Task requirements: Print, exactly and without pictures, the lines from the one where "Find the location" appears down to the end of the entries.

Data for review:
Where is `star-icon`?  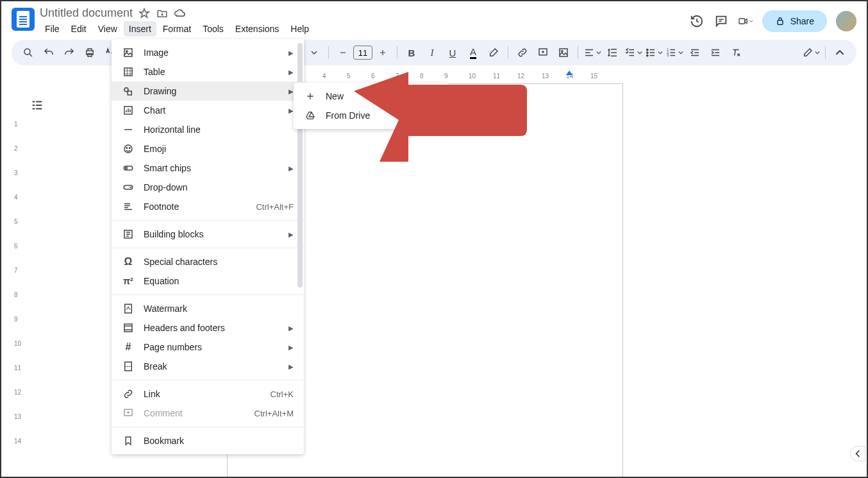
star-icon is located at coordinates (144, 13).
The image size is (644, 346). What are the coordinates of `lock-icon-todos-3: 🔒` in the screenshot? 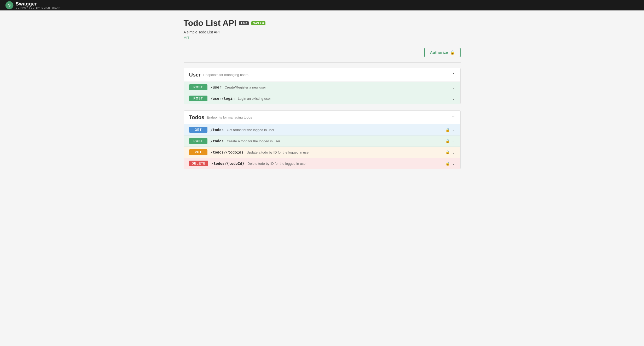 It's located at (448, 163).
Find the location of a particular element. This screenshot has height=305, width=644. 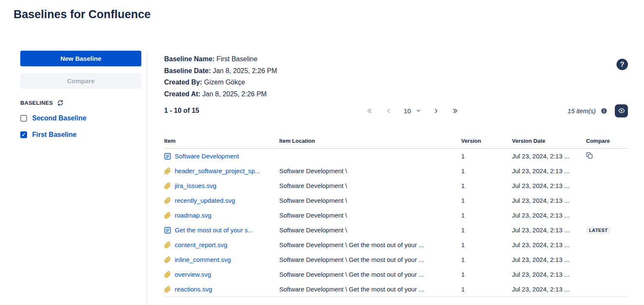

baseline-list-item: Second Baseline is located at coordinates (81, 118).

The answer:
Find the location of a particular element. This screenshot has height=305, width=644. 

baseline-list-item: Second Baseline is located at coordinates (81, 118).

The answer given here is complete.